AgentforceAccess reviewData security

Auditing record access before you deploy an AI agent

A practical pre-deployment playbook to audit what an Agentforce agent's user can actually see — object and record level — so it can't surface data it shouldn't.

AgentForceAccess 3 min read
A magnifying glass scanning a grid of records with checkmarks, an AI agent orb waiting

The safest moment to discover that your AI agent can read every salary record in the org is before you deploy it — not when a user asks it to. Because an Agentforce agent inherits the access of the user it runs as, turning one on is really a decision to expose, conversationally and at machine speed, everything that user can see. This playbook audits that access first.

Why this audit matters more for agents than people

A human rarely bumps into the full extent of their access — they open the records they work on and ignore the rest. An agent doesn’t. Ask it a question and it retrieves, joins and summarizes everything within reach. The agent creates no new access; it surfaces the access already there — including the access everyone forgot about.

So the audit isn’t about the AI. It’s about answering one old question with new urgency: what can this user actually see?

Step 1 — Pin down the agent’s running identity

Determine exactly which user (or user configuration) the agent executes as. Everything the agent can read is defined by that identity’s permissions and shares. If it’s reusing a broad human profile, that’s already finding number one — see Step 5.

Step 2 — Audit object-level access

For that identity, review the object permissions from its profile and permission sets:

  • CRUD — which objects can it Read / Create / Edit / Delete?
  • Field-level security — which sensitive fields are visible?
  • View All / Modify All — any of these on an object (or “View All Data”) bypass the sharing model entirely and are the highest-priority thing to find.

Object access is the gate; if the agent has no business reading an object, fix it here before worrying about records.

Step 3 — Audit record-level access

For the objects it can read, determine which records it sees, across every sharing mechanism:

  • Org-wide defaults — is the baseline Private or Public? A Public OWD means the agent sees every record of that object.
  • Role hierarchy — does the identity sit high in the hierarchy, inheriting everyone below it?
  • Sharing rules — which ownership- and criteria-based rules include it?
  • Manual shares — any one-off grants?
  • Implicit sharing — access to accounts pulling in child records, the layer audits forget.

The output you want: here is the actual set of records this agent can read, and the mechanism behind each.

Step 4 — Hunt for over-broad and stale access

With the picture in hand, look for the grants that shouldn’t be there:

  • A Public Read OWD that should be Private.
  • Criteria-based sharing rules matching far more than intended.
  • Permission sets with “View All” left on from a past project.
  • Manual shares that were meant to be temporary.

Every one of these is something the agent would otherwise expose. Prune them.

Step 5 — Give the agent least privilege

Don’t reuse a broad human profile. Provision a dedicated, least-privilege identity scoped to the agent’s task, and layer attribute-based policies on top for fine-grained rules. The agent should have the minimum access required — nothing inherited by accident.

Step 6 — Re-audit on every change

Effective access drifts: a new sharing rule, a role move, a permission-set tweak, and the agent’s reach quietly expands. Re-run the audit after any sharing change, and on a regular cadence regardless. “Scoped correctly at launch” is not “scoped correctly today.”

Turning a multi-day audit into a question

Steps 2–6 are the hard part: reconstructing a user’s true effective access across CRUD, field-level security, and six sharing mechanisms — then keeping it current. By hand, that’s days of work and easy to get wrong.

AgentForceAccess is built for exactly this. Ask, in plain English, what the agent’s running user can actually see, and it traces every grant — object permission, sharing rule, manual or implicit share — and cites the mechanism. It turns “we think the agent is scoped right” into “we know it is,” before you deploy and after every change.

Frequently asked questions

Why audit access before deploying an agent at all?

Because the agent will surface everything its running user can reach, instantly and on request. Most orgs have more open sharing than anyone remembers, so the audit finds the latent access the agent would otherwise expose — before it does.

What should the audit actually cover?

Two layers. Object level: the running user's CRUD permissions and field-level security from their profile and permission sets. Record level: which specific records they can see via org-wide defaults, role hierarchy, sharing rules, manual shares and implicit sharing.

Should the agent use a real employee's account?

No. Provision a dedicated, least-privilege identity scoped to the agent's task, rather than reusing a broad human profile. The agent should have the minimum access it needs and nothing inherited by accident.

How often should we re-audit?

After any change to org-wide defaults, sharing rules, role hierarchy, profiles or permission sets — and on a regular cadence regardless. Effective access drifts over time, and the agent's reach drifts with it.

See it on your own org

AgentForceAccess explains, in plain English, why any user can see any record or file — across every Salesforce sharing mechanism.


Your goal ▸
The answer is the set of lines that include "Projected", copied from the data below.

Data for analysis ▸
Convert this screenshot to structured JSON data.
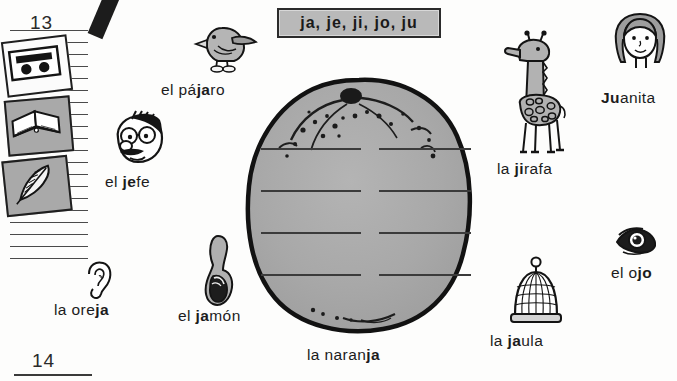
{
  "page": {
    "top_page_number": "13",
    "bottom_page_number": "14"
  },
  "header": {
    "syllables": "ja, je, ji, jo, ju"
  },
  "sidebar": {
    "cards": [
      {
        "icon": "cassette-tape-icon",
        "shaded": false
      },
      {
        "icon": "open-book-icon",
        "shaded": true
      },
      {
        "icon": "feather-quill-icon",
        "shaded": true
      }
    ]
  },
  "items": [
    {
      "key": "pajaro",
      "icon": "bird-icon",
      "prefix": "el pá",
      "bold": "ja",
      "suffix": "ro",
      "full": "el pájaro"
    },
    {
      "key": "jefe",
      "icon": "boss-face-icon",
      "prefix": "el ",
      "bold": "je",
      "suffix": "fe",
      "full": "el jefe"
    },
    {
      "key": "oreja",
      "icon": "ear-icon",
      "prefix": "la ore",
      "bold": "ja",
      "suffix": "",
      "full": "la oreja"
    },
    {
      "key": "jamon",
      "icon": "ham-icon",
      "prefix": "el ",
      "bold": "ja",
      "suffix": "món",
      "full": "el jamón"
    },
    {
      "key": "naranja",
      "icon": "orange-fruit-icon",
      "prefix": "la naran",
      "bold": "ja",
      "suffix": "",
      "full": "la naranja"
    },
    {
      "key": "jaula",
      "icon": "birdcage-icon",
      "prefix": "la ",
      "bold": "ja",
      "suffix": "ula",
      "full": "la jaula"
    },
    {
      "key": "jirafa",
      "icon": "giraffe-icon",
      "prefix": "la ",
      "bold": "ji",
      "suffix": "rafa",
      "full": "la jirafa"
    },
    {
      "key": "juanita",
      "icon": "girl-face-icon",
      "prefix": "",
      "bold": "Ju",
      "suffix": "anita",
      "full": "Juanita"
    },
    {
      "key": "ojo",
      "icon": "eye-icon",
      "prefix": "el o",
      "bold": "jo",
      "suffix": "",
      "full": "el ojo"
    }
  ],
  "writing_area": {
    "rows": 4,
    "columns": 2,
    "line_count": 8
  },
  "colors": {
    "orange_fill": "#a8a8a8",
    "orange_outline": "#121212",
    "syllable_box_fill": "#b9b9b9",
    "ink": "#1c1c1c",
    "paper": "#fdfdfc"
  }
}
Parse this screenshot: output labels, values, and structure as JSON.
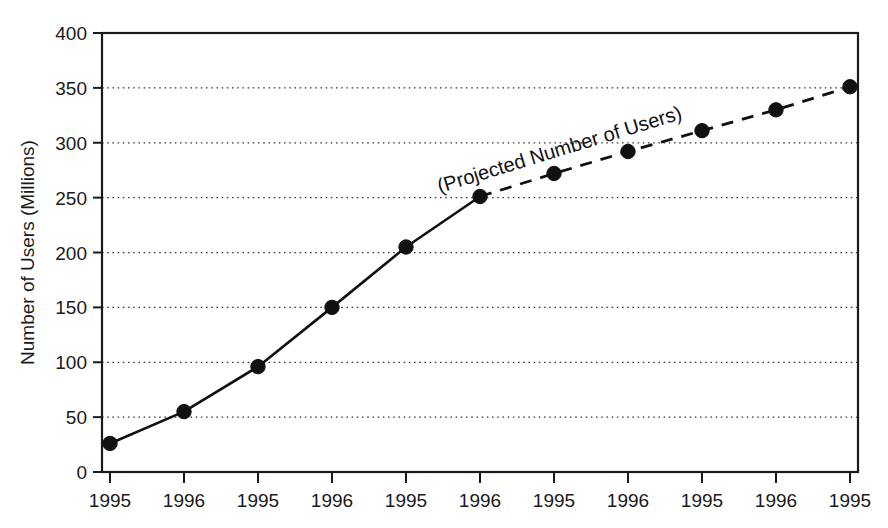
{
  "chart_data": {
    "type": "line",
    "title": "",
    "xlabel": "",
    "ylabel": "Number of Users (Millions)",
    "ylim": [
      0,
      400
    ],
    "yticks": [
      0,
      50,
      100,
      150,
      200,
      250,
      300,
      350,
      400
    ],
    "ytick_labels": [
      "0",
      "50",
      "100",
      "150",
      "200",
      "250",
      "300",
      "350",
      "400"
    ],
    "categories": [
      "1995",
      "1996",
      "1995",
      "1996",
      "1995",
      "1996",
      "1995",
      "1996",
      "1995",
      "1996",
      "1995"
    ],
    "xtick_labels": [
      "1995",
      "1996",
      "1995",
      "1996",
      "1995",
      "1996",
      "1995",
      "1996",
      "1995",
      "1996",
      "1995"
    ],
    "grid": "horizontal-dotted",
    "legend": "none",
    "series": [
      {
        "name": "Number of Users",
        "style": "solid",
        "x": [
          "1995",
          "1996",
          "1995",
          "1996",
          "1995",
          "1996"
        ],
        "x_index": [
          0,
          1,
          2,
          3,
          4,
          5
        ],
        "values": [
          26,
          55,
          96,
          150,
          205,
          251
        ]
      },
      {
        "name": "Projected Number of Users",
        "style": "dashed",
        "x": [
          "1996",
          "1995",
          "1996",
          "1995",
          "1996",
          "1995"
        ],
        "x_index": [
          5,
          6,
          7,
          8,
          9,
          10
        ],
        "values": [
          251,
          272,
          292,
          311,
          330,
          351
        ]
      }
    ],
    "annotations": [
      {
        "text": "(Projected Number of Users)",
        "rotation_deg": -17,
        "anchor_x_index": 6.1,
        "anchor_value": 288
      }
    ]
  },
  "axes": {
    "y_axis_title": "Number of Users (Millions)"
  },
  "colors": {
    "line": "#111111",
    "marker": "#111111",
    "grid": "#3a3a3a",
    "axis": "#1a1a1a",
    "background": "#ffffff"
  }
}
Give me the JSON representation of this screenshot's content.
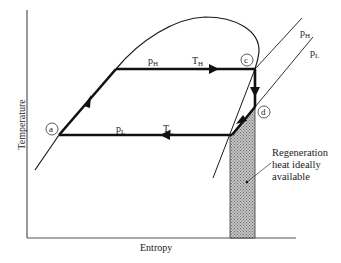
{
  "diagram": {
    "type": "T-s diagram (vapor power cycle with regeneration)",
    "axes": {
      "x_label": "Entropy",
      "y_label": "Temperature"
    },
    "states": [
      {
        "id": "a",
        "label": "a"
      },
      {
        "id": "c",
        "label": "c"
      },
      {
        "id": "d",
        "label": "d"
      }
    ],
    "process_labels": {
      "high": {
        "p": "p",
        "p_sub": "H",
        "T": "T",
        "T_sub": "H"
      },
      "low": {
        "p": "p",
        "p_sub": "L",
        "T": "T",
        "T_sub": "L"
      }
    },
    "isobars": [
      {
        "p": "p",
        "sub": "H"
      },
      {
        "p": "p",
        "sub": "L"
      }
    ],
    "annotation": {
      "lines": [
        "Regeneration",
        "heat ideally",
        "available"
      ]
    },
    "colors": {
      "line": "#1a1a1a",
      "hatch": "#9a9a9a",
      "background": "#ffffff"
    }
  }
}
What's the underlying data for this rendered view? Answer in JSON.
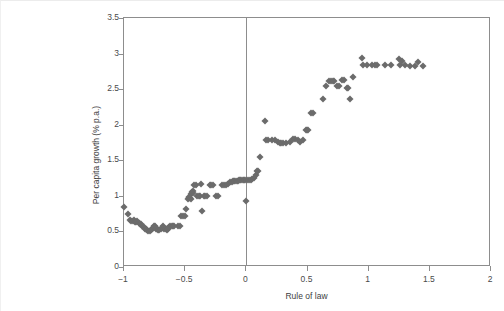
{
  "chart_data": {
    "type": "scatter",
    "title": "",
    "xlabel": "Rule of law",
    "ylabel": "Per capita growth (% p.a.)",
    "xlim": [
      -1,
      2
    ],
    "ylim": [
      0,
      3.5
    ],
    "xticks": [
      -1,
      -0.5,
      0,
      0.5,
      1,
      1.5,
      2
    ],
    "xtick_labels": [
      "−1",
      "−0.5",
      "0",
      "0.5",
      "1",
      "1.5",
      "2"
    ],
    "yticks": [
      0,
      0.5,
      1,
      1.5,
      2,
      2.5,
      3,
      3.5
    ],
    "ytick_labels": [
      "0",
      "0.5",
      "1",
      "1.5",
      "2",
      "2.5",
      "3",
      "3.5"
    ],
    "grid": false,
    "legend": null,
    "marker": "diamond",
    "marker_color": "#6b6b6b",
    "reference_lines": [
      {
        "axis": "x",
        "value": 0,
        "color": "#8d8d8d"
      }
    ],
    "series": [
      {
        "name": "Countries",
        "points": [
          [
            -1.0,
            0.84
          ],
          [
            -0.97,
            0.74
          ],
          [
            -0.95,
            0.66
          ],
          [
            -0.94,
            0.64
          ],
          [
            -0.93,
            0.65
          ],
          [
            -0.92,
            0.66
          ],
          [
            -0.91,
            0.63
          ],
          [
            -0.9,
            0.63
          ],
          [
            -0.89,
            0.65
          ],
          [
            -0.88,
            0.62
          ],
          [
            -0.87,
            0.61
          ],
          [
            -0.86,
            0.6
          ],
          [
            -0.85,
            0.58
          ],
          [
            -0.84,
            0.56
          ],
          [
            -0.83,
            0.54
          ],
          [
            -0.82,
            0.53
          ],
          [
            -0.81,
            0.52
          ],
          [
            -0.8,
            0.51
          ],
          [
            -0.79,
            0.51
          ],
          [
            -0.78,
            0.52
          ],
          [
            -0.77,
            0.53
          ],
          [
            -0.76,
            0.55
          ],
          [
            -0.755,
            0.57
          ],
          [
            -0.75,
            0.58
          ],
          [
            -0.745,
            0.56
          ],
          [
            -0.74,
            0.54
          ],
          [
            -0.73,
            0.53
          ],
          [
            -0.72,
            0.52
          ],
          [
            -0.71,
            0.52
          ],
          [
            -0.7,
            0.53
          ],
          [
            -0.69,
            0.55
          ],
          [
            -0.685,
            0.57
          ],
          [
            -0.68,
            0.56
          ],
          [
            -0.67,
            0.54
          ],
          [
            -0.66,
            0.53
          ],
          [
            -0.65,
            0.52
          ],
          [
            -0.64,
            0.53
          ],
          [
            -0.63,
            0.56
          ],
          [
            -0.62,
            0.57
          ],
          [
            -0.61,
            0.57
          ],
          [
            -0.6,
            0.57
          ],
          [
            -0.59,
            0.57
          ],
          [
            -0.555,
            0.57
          ],
          [
            -0.545,
            0.57
          ],
          [
            -0.53,
            0.71
          ],
          [
            -0.52,
            0.71
          ],
          [
            -0.5,
            0.71
          ],
          [
            -0.49,
            0.81
          ],
          [
            -0.475,
            0.95
          ],
          [
            -0.47,
            0.97
          ],
          [
            -0.465,
            0.99
          ],
          [
            -0.46,
            0.97
          ],
          [
            -0.455,
            0.96
          ],
          [
            -0.45,
            1.02
          ],
          [
            -0.445,
            1.06
          ],
          [
            -0.44,
            1.07
          ],
          [
            -0.435,
            1.04
          ],
          [
            -0.425,
            1.15
          ],
          [
            -0.415,
            1.15
          ],
          [
            -0.4,
            1.0
          ],
          [
            -0.39,
            1.0
          ],
          [
            -0.375,
            1.0
          ],
          [
            -0.37,
            1.16
          ],
          [
            -0.36,
            0.79
          ],
          [
            -0.345,
            1.0
          ],
          [
            -0.335,
            1.0
          ],
          [
            -0.32,
            1.0
          ],
          [
            -0.3,
            1.15
          ],
          [
            -0.285,
            1.15
          ],
          [
            -0.27,
            1.15
          ],
          [
            -0.25,
            1.0
          ],
          [
            -0.235,
            1.0
          ],
          [
            -0.2,
            1.15
          ],
          [
            -0.185,
            1.15
          ],
          [
            -0.165,
            1.15
          ],
          [
            -0.15,
            1.17
          ],
          [
            -0.135,
            1.19
          ],
          [
            -0.12,
            1.2
          ],
          [
            -0.11,
            1.21
          ],
          [
            -0.1,
            1.21
          ],
          [
            -0.09,
            1.21
          ],
          [
            -0.08,
            1.21
          ],
          [
            -0.07,
            1.21
          ],
          [
            -0.06,
            1.22
          ],
          [
            -0.05,
            1.22
          ],
          [
            -0.04,
            1.22
          ],
          [
            -0.03,
            1.22
          ],
          [
            -0.02,
            1.22
          ],
          [
            -0.01,
            1.22
          ],
          [
            0.0,
            0.93
          ],
          [
            0.005,
            1.22
          ],
          [
            0.02,
            1.22
          ],
          [
            0.035,
            1.22
          ],
          [
            0.05,
            1.23
          ],
          [
            0.06,
            1.25
          ],
          [
            0.075,
            1.3
          ],
          [
            0.085,
            1.35
          ],
          [
            0.095,
            1.35
          ],
          [
            0.11,
            1.54
          ],
          [
            0.155,
            2.05
          ],
          [
            0.16,
            1.78
          ],
          [
            0.175,
            1.78
          ],
          [
            0.21,
            1.78
          ],
          [
            0.235,
            1.78
          ],
          [
            0.255,
            1.76
          ],
          [
            0.275,
            1.75
          ],
          [
            0.285,
            1.75
          ],
          [
            0.3,
            1.74
          ],
          [
            0.325,
            1.74
          ],
          [
            0.355,
            1.76
          ],
          [
            0.385,
            1.8
          ],
          [
            0.4,
            1.8
          ],
          [
            0.425,
            1.78
          ],
          [
            0.44,
            1.76
          ],
          [
            0.46,
            1.78
          ],
          [
            0.485,
            1.92
          ],
          [
            0.495,
            1.92
          ],
          [
            0.5,
            1.92
          ],
          [
            0.525,
            2.17
          ],
          [
            0.545,
            2.17
          ],
          [
            0.625,
            2.36
          ],
          [
            0.655,
            2.54
          ],
          [
            0.675,
            2.61
          ],
          [
            0.69,
            2.61
          ],
          [
            0.705,
            2.62
          ],
          [
            0.72,
            2.61
          ],
          [
            0.745,
            2.55
          ],
          [
            0.76,
            2.55
          ],
          [
            0.785,
            2.63
          ],
          [
            0.8,
            2.63
          ],
          [
            0.825,
            2.52
          ],
          [
            0.835,
            2.52
          ],
          [
            0.845,
            2.36
          ],
          [
            0.875,
            2.67
          ],
          [
            0.945,
            2.94
          ],
          [
            0.955,
            2.84
          ],
          [
            0.985,
            2.84
          ],
          [
            1.025,
            2.84
          ],
          [
            1.055,
            2.84
          ],
          [
            1.065,
            2.84
          ],
          [
            1.135,
            2.84
          ],
          [
            1.18,
            2.84
          ],
          [
            1.245,
            2.92
          ],
          [
            1.255,
            2.84
          ],
          [
            1.275,
            2.89
          ],
          [
            1.3,
            2.84
          ],
          [
            1.335,
            2.82
          ],
          [
            1.375,
            2.82
          ],
          [
            1.405,
            2.88
          ],
          [
            1.445,
            2.82
          ]
        ]
      }
    ]
  }
}
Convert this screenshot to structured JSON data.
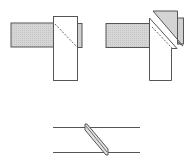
{
  "diagram": {
    "colors": {
      "stroke": "#555555",
      "fill_gray": "#d4d4d4",
      "fill_white": "#ffffff",
      "dashed": "#777777"
    },
    "figures": [
      {
        "id": "butt-joint",
        "position": "top-left",
        "parts": [
          "horizontal-bar",
          "vertical-post",
          "side-tab",
          "hidden-diagonal-cut"
        ]
      },
      {
        "id": "miter-joint",
        "position": "top-right",
        "parts": [
          "horizontal-bar",
          "mitered-post",
          "wedge-piece",
          "side-tab",
          "hidden-diagonal-cut"
        ]
      },
      {
        "id": "splice-joint",
        "position": "bottom-center",
        "parts": [
          "top-line",
          "bottom-line",
          "slanted-splice-strip"
        ]
      }
    ]
  }
}
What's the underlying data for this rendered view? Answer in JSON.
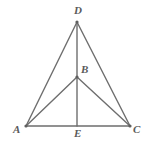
{
  "figure": {
    "background_color": "#ffffff",
    "stroke_color": "#6e6e6e",
    "label_color": "#5a5a5a",
    "stroke_width": 1.4,
    "points": {
      "D": {
        "label": "D",
        "x": 77,
        "y": 22
      },
      "B": {
        "label": "B",
        "x": 77,
        "y": 77
      },
      "A": {
        "label": "A",
        "x": 26,
        "y": 126
      },
      "C": {
        "label": "C",
        "x": 130,
        "y": 126
      },
      "E": {
        "label": "E",
        "x": 77,
        "y": 126
      }
    },
    "segments": [
      {
        "name": "segment-AD",
        "from": "A",
        "to": "D"
      },
      {
        "name": "segment-DC",
        "from": "D",
        "to": "C"
      },
      {
        "name": "segment-AC",
        "from": "A",
        "to": "C"
      },
      {
        "name": "segment-DE",
        "from": "D",
        "to": "E"
      },
      {
        "name": "segment-AB",
        "from": "A",
        "to": "B"
      },
      {
        "name": "segment-BC",
        "from": "B",
        "to": "C"
      }
    ]
  }
}
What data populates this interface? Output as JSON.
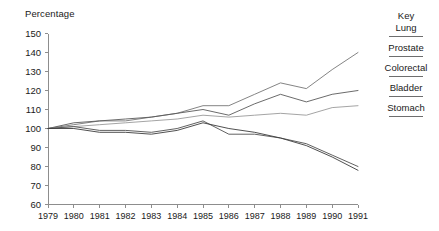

Result for this task ▸
        "name": "Projected Number of Users",
        "text": "(Projected Number of Users)",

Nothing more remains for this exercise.